The Millennial Star

Did Mom say it was ok?

My four year-old daughter Julia is quite adept at manipulating her parents. Unfortunately for her, she hasn’t yet learned how to keep her methods secret.

At one recent dinnertime, I made the mistake of giving Julia something she was pitching a fit over (another roll, perhaps?) without making her stop her little tantrum and ask for it politely. I wasn’t trying to simply shut her up, since I would have given it to her if she had asked in a pleasant manner, but I should have taken the time to correct her behavior before complying with her request. As it was, she learned the wrong lesson: a few minutes later, she turned to my wife Kristen and said, “Mommy, guess what? I screamed and cried and then Daddy gave me another roll.”

Another trick that my daughters have learned is to ask the other parent when one parent doesn’t give permission to do something. Kristen and I try to present a united front to the kids, but sometimes it just doesn’t work, usually because I am unaware of what has transpired at home during the day. For example, Jaymie, my seven year-old daughter, might come up to me and ask for a piece of paper to draw on. This is a common request, and I usually give her one without thinking. However, it happens often enough that Kristen has told the girls not to draw until after dinner, or until after some task has been completed, but I am unaware of the restriction, so I unwittingly undermine my wife’s authority.

Since Kristen and I don’t communicate telepathically, these breakdowns occasionally occur, and when they do, our kids learn that instead of obeying their parents, they can sometimes get away with asking the other parent, and thus receive parental sanction for what would otherwise be a forbidden activity. This is not a lesson we want our kids to learn, and we work hard to avoid situations where they might receive mixed messages from us. Still, Kristen ends up playing the bad cop to my good cop sometimes, and I know my girls have noticed this.

As I reflected on the difficulties of acting in unison with my wife despite our best intentions, my thoughts turned to my relationship with my Heavenly Parents. I don’t generally worry myself with questions about my Heavenly Mother, but it occured to me that if I were to have petitionary access to Her via prayer, I might unintentionally learn the wrong lessons about prayer and my relationship with Deity, much like my own children sometimes do in their relationships with me and Kristen.

The problem would be a bit different, of course. Our problem as parents is that we do not know perfectly what our spouses are thinking and intending, so we sometimes err as parents. Our problem as children is that we do not always interpret signals from our Heavenly Parents correctly. Presumably, our Heavenly Parents are united in purpose and will. However, our own apprehension of that will is imperfect.

Suppose I prayed regularly to both my Heavenly Father and Heavenly Mother. I might address one more often than the other, say Heavenly Father. Perhaps some of my most heartfelt petitions would go seemingly unanswered for a time as They waited for me to work some solutions out for myself. In frustration or desperation I might turn to my Mother for additional assistance. Suppose I were to get what I felt to be an answer only after doing so, even though receiving that answer is in reality more or less independent of who I pray to. I might mistakenly conclude that my Heavenly Mother understands me better and is more loving and more willing to grant blessings, even though this is not the case at all. My feelings for Her might take on a different character from my feelings for my Heavenly Father. In an extreme case, I might reject Him altogether as an uncaring, unfeeling God. Others might have similar experiences. Who knows, we might even form our own church.

This may be a commonplace observation, and it certainly does not account for all, or even most of the reasons that we know so little of our Heavenly Mother (I don’t claim to know any of the reasons, mind you). It’s an interesting little thought experiment, nonetheless.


**TASK ITEM**
Only lines with the string "this" matter here; gather them from the material below.

**DATA UNDER STUDY**
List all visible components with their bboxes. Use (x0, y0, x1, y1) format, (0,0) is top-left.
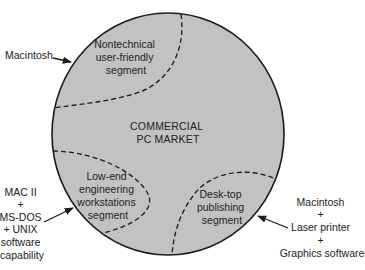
desktop-segment-label: Desk-top publishing segment (197, 188, 247, 226)
macintosh-arrow (53, 58, 71, 62)
product-label-line: Graphics software (280, 247, 365, 259)
market-segmentation-diagram: COMMERCIAL PC MARKET Nontechnical user-f… (0, 0, 365, 270)
segment-label-line: segment (88, 209, 128, 221)
product-label-line: + (17, 198, 23, 210)
segment-label-line: user-friendly (96, 51, 155, 63)
mac-ii-product-label: MAC II + MS-DOS + UNIX software capabili… (0, 186, 45, 261)
segment-label-line: segment (202, 214, 242, 226)
segment-label-line: Desk-top (200, 188, 242, 200)
macintosh-product-label: Macintosh (5, 49, 53, 61)
mac-laser-product-label: Macintosh + Laser printer + Graphics sof… (280, 196, 365, 259)
product-label-line: + (317, 208, 323, 220)
product-label-line: software (1, 236, 41, 248)
product-label-line: MS-DOS (0, 211, 42, 223)
segment-label-line: publishing (197, 201, 244, 213)
segment-label-line: engineering (79, 183, 134, 195)
product-label-line: Macintosh (5, 49, 53, 61)
product-label-line: + (317, 234, 323, 246)
product-label-line: MAC II (4, 186, 36, 198)
segment-label-line: Low-end (86, 170, 126, 182)
center-label-line: COMMERCIAL (130, 120, 203, 132)
center-label: COMMERCIAL PC MARKET (130, 120, 206, 145)
segment-label-line: workstations (76, 196, 135, 208)
product-label-line: capability (0, 249, 45, 261)
center-label-line: PC MARKET (136, 133, 199, 145)
product-label-line: Macintosh (297, 196, 345, 208)
mac-laser-arrow (258, 216, 288, 228)
product-label-line: + UNIX (3, 223, 37, 235)
segment-label-line: Nontechnical (94, 38, 155, 50)
mac-ii-arrow (44, 208, 73, 222)
product-label-line: Laser printer (291, 221, 350, 233)
segment-label-line: segment (106, 64, 146, 76)
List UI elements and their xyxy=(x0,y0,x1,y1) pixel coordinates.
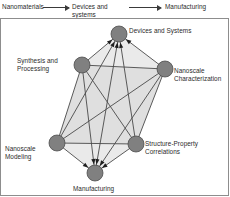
flow-label-manufacturing: Manufacturing xyxy=(165,3,206,11)
node-label-synthesis-and-processing: Synthesis and Processing xyxy=(17,57,58,73)
diagram-node-modeling xyxy=(49,135,65,151)
node-label-nanoscale-characterization: Nanoscale Characterization xyxy=(174,67,221,83)
diagram-node-synthesis xyxy=(74,57,90,73)
arrow-head xyxy=(65,5,70,11)
top-flow-row: Nanomaterials Devices and systems Manufa… xyxy=(0,0,230,20)
arrow-devices-to-manufacturing-icon xyxy=(129,4,161,11)
diagram-node-manufact xyxy=(87,165,103,181)
flow-label-devices-and-systems: Devices and systems xyxy=(72,3,114,18)
node-label-manufacturing: Manufacturing xyxy=(73,185,114,193)
diagram-node-devices xyxy=(111,26,127,42)
node-label-structure-property-correlations: Structure-Property Correlations xyxy=(145,140,198,156)
diagram-node-charact xyxy=(157,61,173,77)
diagram-node-structure xyxy=(128,136,144,152)
diagram-frame: Devices and Systems Synthesis and Proces… xyxy=(0,18,229,196)
node-link-diagram xyxy=(1,19,228,195)
node-label-devices-and-systems: Devices and Systems xyxy=(129,27,191,35)
node-label-nanoscale-modeling: Nanoscale Modeling xyxy=(5,145,36,161)
figure-canvas: Nanomaterials Devices and systems Manufa… xyxy=(0,0,230,197)
flow-label-nanomaterials: Nanomaterials xyxy=(2,3,44,11)
arrow-nanomaterials-to-devices-icon xyxy=(43,4,69,11)
arrow-head xyxy=(157,5,162,11)
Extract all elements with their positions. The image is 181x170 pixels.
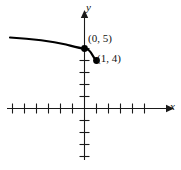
y-axis-label: y xyxy=(86,2,91,13)
x-axis-label: x xyxy=(170,101,175,112)
graph-figure: y x (0, 5) (1, 4) xyxy=(0,0,181,170)
point-marker-0-5 xyxy=(81,45,88,52)
point-label-0-5: (0, 5) xyxy=(88,33,112,44)
coordinate-plane xyxy=(0,0,181,170)
point-label-1-4: (1, 4) xyxy=(97,53,121,64)
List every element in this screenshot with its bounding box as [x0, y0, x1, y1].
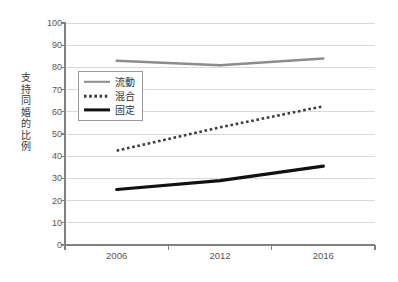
series-line-0 [117, 59, 324, 66]
x-tick-label: 2012 [209, 250, 230, 261]
series-line-1 [117, 106, 324, 150]
legend-label-fluid: 流動 [115, 77, 135, 88]
series-line-2 [117, 166, 324, 189]
legend-item-fluid: 流動 [84, 75, 135, 89]
gridlines [65, 23, 375, 223]
plot-area [0, 0, 398, 282]
legend-label-mixed: 混合 [115, 91, 135, 102]
legend-line-solid-black-icon [84, 105, 110, 115]
x-tick-label: 2006 [106, 250, 127, 261]
legend-line-dotted-icon [84, 91, 110, 101]
legend-item-mixed: 混合 [84, 89, 135, 103]
legend-item-fixed: 固定 [84, 103, 135, 117]
chart-container: 支持同婚的比例 1009080706050403020100 流動 混合 固定 … [0, 0, 398, 282]
axis-lines [61, 22, 375, 250]
chart-legend: 流動 混合 固定 [78, 71, 143, 121]
x-tick-label: 2016 [313, 250, 334, 261]
legend-label-fixed: 固定 [115, 105, 135, 116]
legend-line-solid-gray-icon [84, 77, 110, 87]
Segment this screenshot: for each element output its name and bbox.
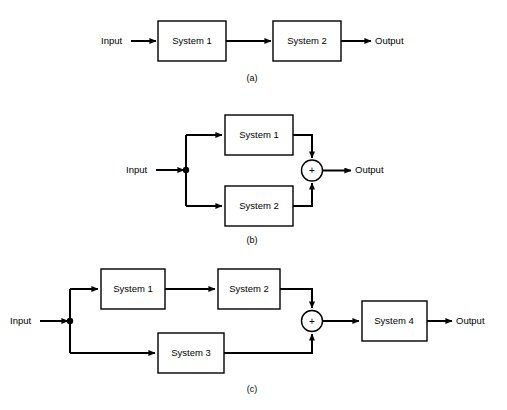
panel-c-caption: (c) xyxy=(247,384,258,394)
panel-b-input-label: Input xyxy=(126,164,147,175)
panel-c-block-system-2-label: System 2 xyxy=(229,283,269,294)
panel-c-block-system-1-label: System 1 xyxy=(113,283,153,294)
block-diagram-canvas: Input System 1 System 2 Output (a) Input… xyxy=(0,0,507,410)
panel-c-summing-junction-sign: + xyxy=(309,316,315,327)
panel-a-output-label: Output xyxy=(375,35,404,46)
panel-b-wire-system2-to-summer xyxy=(293,183,312,206)
panel-c-input-label: Input xyxy=(10,315,31,326)
block-diagram-figure: Input System 1 System 2 Output (a) Input… xyxy=(0,0,507,410)
panel-c: Input System 1 System 2 System 3 + xyxy=(10,269,485,394)
panel-b-caption: (b) xyxy=(247,235,258,245)
panel-a-caption: (a) xyxy=(247,73,258,83)
panel-c-block-system-4-label: System 4 xyxy=(374,315,414,326)
panel-a-block-system-2-label: System 2 xyxy=(287,35,327,46)
panel-c-block-system-3-label: System 3 xyxy=(171,347,211,358)
panel-c-wire-system3-to-summer xyxy=(224,334,312,353)
panel-b-block-system-2-label: System 2 xyxy=(239,200,279,211)
panel-b-wire-system1-to-summer xyxy=(293,135,312,158)
panel-a: Input System 1 System 2 Output (a) xyxy=(101,21,404,83)
panel-c-wire-system2-to-summer xyxy=(280,289,312,308)
panel-a-block-system-1-label: System 1 xyxy=(172,35,212,46)
panel-b-block-system-1-label: System 1 xyxy=(239,129,279,140)
panel-b-output-label: Output xyxy=(355,164,384,175)
panel-b-summing-junction-sign: + xyxy=(309,165,315,176)
panel-a-input-label: Input xyxy=(101,35,122,46)
panel-c-output-label: Output xyxy=(456,315,485,326)
panel-b: Input System 1 System 2 + Output (b) xyxy=(126,115,384,245)
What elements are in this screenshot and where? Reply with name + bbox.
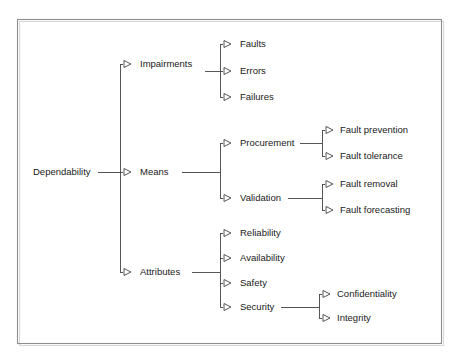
arrow-head-icon-attributes	[124, 269, 131, 276]
node-label-safety: Safety	[240, 277, 267, 288]
arrow-head-icon-reliability	[224, 230, 231, 237]
arrow-head-icon-security	[224, 304, 231, 311]
node-label-availability: Availability	[240, 252, 285, 263]
node-label-procurement: Procurement	[240, 137, 295, 148]
arrow-head-icon-fault-removal	[326, 181, 333, 188]
node-label-confidentiality: Confidentiality	[337, 288, 397, 299]
node-label-dependability: Dependability	[33, 166, 91, 177]
tree-diagram-canvas: Dependability Impairments Means Attribut…	[0, 0, 458, 363]
node-label-integrity: Integrity	[337, 312, 371, 323]
arrow-head-icon-errors	[224, 68, 231, 75]
node-label-reliability: Reliability	[240, 227, 281, 238]
dependability-tree-figure: Dependability Impairments Means Attribut…	[0, 0, 458, 363]
arrow-head-icon-fault-tolerance	[326, 153, 333, 160]
arrow-head-icon-fault-prevention	[326, 127, 333, 134]
node-label-validation: Validation	[240, 192, 281, 203]
arrow-head-icon-safety	[224, 280, 231, 287]
arrow-head-icon-failures	[224, 94, 231, 101]
node-label-means: Means	[140, 166, 169, 177]
node-label-errors: Errors	[240, 65, 266, 76]
arrow-head-icon-faults	[224, 41, 231, 48]
node-label-security: Security	[240, 301, 275, 312]
arrow-head-icon-availability	[224, 255, 231, 262]
arrow-head-icon-impairments	[124, 61, 131, 68]
node-label-fault-forecasting: Fault forecasting	[340, 204, 410, 215]
arrow-head-icon-integrity	[323, 315, 330, 322]
node-label-fault-prevention: Fault prevention	[340, 124, 408, 135]
node-label-fault-removal: Fault removal	[340, 178, 398, 189]
node-label-impairments: Impairments	[140, 58, 193, 69]
node-label-faults: Faults	[240, 38, 266, 49]
node-label-attributes: Attributes	[140, 266, 180, 277]
arrow-head-icon-fault-forecasting	[326, 207, 333, 214]
arrow-head-icon-confidentiality	[323, 291, 330, 298]
arrow-head-icon-means	[124, 169, 131, 176]
arrow-head-icon-procurement	[224, 140, 231, 147]
node-label-failures: Failures	[240, 91, 274, 102]
arrow-head-icon-validation	[224, 195, 231, 202]
node-label-fault-tolerance: Fault tolerance	[340, 150, 403, 161]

**RESULT OF THE EXERCISE**
List every element in this screenshot with its bounding box as [x0, y0, x1, y1].
Segment this screenshot: for each element output its name and bbox.
What elements are in this screenshot and where? Reply with name + bbox.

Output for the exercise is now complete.